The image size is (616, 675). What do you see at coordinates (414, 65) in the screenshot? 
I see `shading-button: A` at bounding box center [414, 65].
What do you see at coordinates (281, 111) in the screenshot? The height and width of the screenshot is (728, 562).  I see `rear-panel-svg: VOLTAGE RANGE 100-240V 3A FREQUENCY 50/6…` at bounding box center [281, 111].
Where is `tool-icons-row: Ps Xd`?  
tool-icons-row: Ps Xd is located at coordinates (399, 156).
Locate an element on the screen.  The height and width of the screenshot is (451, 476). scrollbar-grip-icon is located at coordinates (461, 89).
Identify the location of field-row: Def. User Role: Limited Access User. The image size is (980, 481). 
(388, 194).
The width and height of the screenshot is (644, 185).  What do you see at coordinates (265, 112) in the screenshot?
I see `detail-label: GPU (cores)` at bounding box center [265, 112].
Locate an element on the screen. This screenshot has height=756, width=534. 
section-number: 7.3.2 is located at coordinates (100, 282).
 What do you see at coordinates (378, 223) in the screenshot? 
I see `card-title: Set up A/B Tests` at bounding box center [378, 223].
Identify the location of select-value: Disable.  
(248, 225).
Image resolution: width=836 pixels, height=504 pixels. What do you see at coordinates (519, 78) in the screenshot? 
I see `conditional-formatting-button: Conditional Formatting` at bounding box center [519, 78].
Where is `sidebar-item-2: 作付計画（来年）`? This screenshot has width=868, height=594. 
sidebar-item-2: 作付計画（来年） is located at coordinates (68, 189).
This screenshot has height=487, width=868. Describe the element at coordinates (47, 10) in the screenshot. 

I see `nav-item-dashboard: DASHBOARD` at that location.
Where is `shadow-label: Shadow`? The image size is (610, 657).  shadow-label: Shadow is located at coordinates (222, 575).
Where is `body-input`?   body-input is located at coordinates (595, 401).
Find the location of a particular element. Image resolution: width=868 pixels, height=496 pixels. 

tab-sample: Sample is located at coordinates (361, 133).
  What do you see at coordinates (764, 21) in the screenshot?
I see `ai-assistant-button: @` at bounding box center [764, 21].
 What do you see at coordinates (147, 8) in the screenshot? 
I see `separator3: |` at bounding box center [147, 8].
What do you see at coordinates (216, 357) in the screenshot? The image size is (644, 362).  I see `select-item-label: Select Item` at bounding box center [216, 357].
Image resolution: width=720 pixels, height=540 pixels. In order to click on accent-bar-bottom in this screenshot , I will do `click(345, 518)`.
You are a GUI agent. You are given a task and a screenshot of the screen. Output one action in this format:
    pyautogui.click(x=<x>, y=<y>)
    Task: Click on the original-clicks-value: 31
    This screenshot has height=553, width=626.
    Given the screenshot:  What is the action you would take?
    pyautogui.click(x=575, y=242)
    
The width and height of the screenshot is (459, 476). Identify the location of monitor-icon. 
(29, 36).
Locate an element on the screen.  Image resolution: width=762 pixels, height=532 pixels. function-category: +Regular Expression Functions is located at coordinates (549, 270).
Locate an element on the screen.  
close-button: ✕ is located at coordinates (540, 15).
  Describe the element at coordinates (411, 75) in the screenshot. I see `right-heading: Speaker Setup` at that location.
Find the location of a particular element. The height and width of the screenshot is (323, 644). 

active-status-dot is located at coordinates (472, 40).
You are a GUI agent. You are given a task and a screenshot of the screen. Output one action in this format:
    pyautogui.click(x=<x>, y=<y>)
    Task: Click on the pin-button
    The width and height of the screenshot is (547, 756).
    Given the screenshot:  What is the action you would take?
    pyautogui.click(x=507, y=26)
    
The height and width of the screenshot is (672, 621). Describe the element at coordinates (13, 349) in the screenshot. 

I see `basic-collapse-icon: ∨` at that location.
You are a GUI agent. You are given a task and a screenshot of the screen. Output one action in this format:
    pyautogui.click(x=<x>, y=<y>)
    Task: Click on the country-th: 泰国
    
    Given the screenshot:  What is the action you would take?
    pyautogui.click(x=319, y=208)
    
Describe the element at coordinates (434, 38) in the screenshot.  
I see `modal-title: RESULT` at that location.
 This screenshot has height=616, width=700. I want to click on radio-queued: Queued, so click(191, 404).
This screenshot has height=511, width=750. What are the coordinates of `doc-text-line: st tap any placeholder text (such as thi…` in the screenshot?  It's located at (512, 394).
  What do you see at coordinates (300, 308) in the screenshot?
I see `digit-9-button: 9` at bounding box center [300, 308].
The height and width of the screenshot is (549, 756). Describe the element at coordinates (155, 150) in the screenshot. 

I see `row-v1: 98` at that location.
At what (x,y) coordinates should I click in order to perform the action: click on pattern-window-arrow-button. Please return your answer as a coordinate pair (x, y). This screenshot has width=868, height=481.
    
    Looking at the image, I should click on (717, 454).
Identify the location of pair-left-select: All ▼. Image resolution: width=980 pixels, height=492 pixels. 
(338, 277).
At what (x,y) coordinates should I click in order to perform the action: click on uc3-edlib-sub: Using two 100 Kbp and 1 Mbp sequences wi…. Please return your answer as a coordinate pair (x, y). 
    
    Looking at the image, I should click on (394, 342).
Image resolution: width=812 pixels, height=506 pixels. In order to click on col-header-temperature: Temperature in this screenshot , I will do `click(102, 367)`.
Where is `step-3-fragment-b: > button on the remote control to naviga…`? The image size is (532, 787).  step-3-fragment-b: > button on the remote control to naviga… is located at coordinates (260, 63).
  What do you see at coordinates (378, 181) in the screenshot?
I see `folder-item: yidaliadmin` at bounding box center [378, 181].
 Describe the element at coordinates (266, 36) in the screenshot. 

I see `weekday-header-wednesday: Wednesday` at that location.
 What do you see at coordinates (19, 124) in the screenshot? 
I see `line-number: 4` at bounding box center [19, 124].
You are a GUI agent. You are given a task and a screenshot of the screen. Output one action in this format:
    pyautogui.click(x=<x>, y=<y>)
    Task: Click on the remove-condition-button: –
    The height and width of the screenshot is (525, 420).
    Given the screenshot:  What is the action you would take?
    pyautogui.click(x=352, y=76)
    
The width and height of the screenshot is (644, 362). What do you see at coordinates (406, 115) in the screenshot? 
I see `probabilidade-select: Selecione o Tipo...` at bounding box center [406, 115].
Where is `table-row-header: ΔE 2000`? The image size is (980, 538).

------------------------------------------------------------------------

Task goal: Could you reproduce all the records exactly?

Reply to the task:
The image size is (616, 675). What do you see at coordinates (414, 65) in the screenshot? 
I see `shading-button: A` at bounding box center [414, 65].
What do you see at coordinates (281, 111) in the screenshot? The height and width of the screenshot is (728, 562).  I see `rear-panel-svg: VOLTAGE RANGE 100-240V 3A FREQUENCY 50/6…` at bounding box center [281, 111].
Where is `tool-icons-row: Ps Xd`?  
tool-icons-row: Ps Xd is located at coordinates (399, 156).
Locate an element on the screen.  The height and width of the screenshot is (451, 476). scrollbar-grip-icon is located at coordinates (461, 89).
Identify the location of field-row: Def. User Role: Limited Access User. The image size is (980, 481). 
(388, 194).
The width and height of the screenshot is (644, 185).  What do you see at coordinates (265, 112) in the screenshot?
I see `detail-label: GPU (cores)` at bounding box center [265, 112].
Locate an element on the screen. This screenshot has height=756, width=534. 
section-number: 7.3.2 is located at coordinates (100, 282).
 What do you see at coordinates (378, 223) in the screenshot? 
I see `card-title: Set up A/B Tests` at bounding box center [378, 223].
Identify the location of select-value: Disable.  
(248, 225).
Image resolution: width=836 pixels, height=504 pixels. What do you see at coordinates (519, 78) in the screenshot? 
I see `conditional-formatting-button: Conditional Formatting` at bounding box center [519, 78].
Where is `sidebar-item-2: 作付計画（来年）`? This screenshot has width=868, height=594. 
sidebar-item-2: 作付計画（来年） is located at coordinates (68, 189).
This screenshot has height=487, width=868. Describe the element at coordinates (47, 10) in the screenshot. 

I see `nav-item-dashboard: DASHBOARD` at that location.
Where is `shadow-label: Shadow`? The image size is (610, 657).  shadow-label: Shadow is located at coordinates (222, 575).
Where is `body-input`?   body-input is located at coordinates (595, 401).
Find the location of a particular element. Image resolution: width=868 pixels, height=496 pixels. 

tab-sample: Sample is located at coordinates (361, 133).
  What do you see at coordinates (764, 21) in the screenshot?
I see `ai-assistant-button: @` at bounding box center [764, 21].
 What do you see at coordinates (147, 8) in the screenshot? 
I see `separator3: |` at bounding box center [147, 8].
What do you see at coordinates (216, 357) in the screenshot? The image size is (644, 362).  I see `select-item-label: Select Item` at bounding box center [216, 357].
Image resolution: width=720 pixels, height=540 pixels. In order to click on accent-bar-bottom in this screenshot , I will do `click(345, 518)`.
You are a GUI agent. You are given a task and a screenshot of the screen. Output one action in this format:
    pyautogui.click(x=<x>, y=<y>)
    Task: Click on the original-clicks-value: 31
    This screenshot has height=553, width=626.
    Given the screenshot:  What is the action you would take?
    pyautogui.click(x=575, y=242)
    
The width and height of the screenshot is (459, 476). Identify the location of monitor-icon. 
(29, 36).
Locate an element on the screen.  Image resolution: width=762 pixels, height=532 pixels. function-category: +Regular Expression Functions is located at coordinates (549, 270).
Locate an element on the screen.  
close-button: ✕ is located at coordinates (540, 15).
  Describe the element at coordinates (411, 75) in the screenshot. I see `right-heading: Speaker Setup` at that location.
Find the location of a particular element. The height and width of the screenshot is (323, 644). 

active-status-dot is located at coordinates (472, 40).
You are a GUI agent. You are given a task and a screenshot of the screen. Output one action in this format:
    pyautogui.click(x=<x>, y=<y>)
    Task: Click on the pin-button
    The width and height of the screenshot is (547, 756).
    Given the screenshot:  What is the action you would take?
    pyautogui.click(x=507, y=26)
    
The height and width of the screenshot is (672, 621). Describe the element at coordinates (13, 349) in the screenshot. 

I see `basic-collapse-icon: ∨` at that location.
You are a GUI agent. You are given a task and a screenshot of the screen. Output one action in this format:
    pyautogui.click(x=<x>, y=<y>)
    Task: Click on the country-th: 泰国
    
    Given the screenshot:  What is the action you would take?
    pyautogui.click(x=319, y=208)
    
Describe the element at coordinates (434, 38) in the screenshot.  
I see `modal-title: RESULT` at that location.
 This screenshot has height=616, width=700. I want to click on radio-queued: Queued, so click(191, 404).
This screenshot has height=511, width=750. What are the coordinates of `doc-text-line: st tap any placeholder text (such as thi…` in the screenshot?  It's located at (512, 394).
  What do you see at coordinates (300, 308) in the screenshot?
I see `digit-9-button: 9` at bounding box center [300, 308].
The height and width of the screenshot is (549, 756). Describe the element at coordinates (155, 150) in the screenshot. 

I see `row-v1: 98` at that location.
At what (x,y) coordinates should I click in order to perform the action: click on pattern-window-arrow-button. Please return your answer as a coordinate pair (x, y). This screenshot has width=868, height=481.
    
    Looking at the image, I should click on (717, 454).
Identify the location of pair-left-select: All ▼. Image resolution: width=980 pixels, height=492 pixels. 
(338, 277).
At what (x,y) coordinates should I click in order to perform the action: click on uc3-edlib-sub: Using two 100 Kbp and 1 Mbp sequences wi…. Please return your answer as a coordinate pair (x, y). 
    
    Looking at the image, I should click on (394, 342).
Image resolution: width=812 pixels, height=506 pixels. In order to click on col-header-temperature: Temperature in this screenshot , I will do `click(102, 367)`.
Where is `step-3-fragment-b: > button on the remote control to naviga…`? The image size is (532, 787).  step-3-fragment-b: > button on the remote control to naviga… is located at coordinates (260, 63).
  What do you see at coordinates (378, 181) in the screenshot?
I see `folder-item: yidaliadmin` at bounding box center [378, 181].
 Describe the element at coordinates (266, 36) in the screenshot. 

I see `weekday-header-wednesday: Wednesday` at that location.
 What do you see at coordinates (19, 124) in the screenshot? 
I see `line-number: 4` at bounding box center [19, 124].
You are a GUI agent. You are given a task and a screenshot of the screen. Output one action in this format:
    pyautogui.click(x=<x>, y=<y>)
    Task: Click on the remove-condition-button: –
    The height and width of the screenshot is (525, 420).
    Given the screenshot:  What is the action you would take?
    pyautogui.click(x=352, y=76)
    
The width and height of the screenshot is (644, 362). What do you see at coordinates (406, 115) in the screenshot? 
I see `probabilidade-select: Selecione o Tipo...` at bounding box center [406, 115].
Where is `table-row-header: ΔE 2000`? The image size is (980, 538).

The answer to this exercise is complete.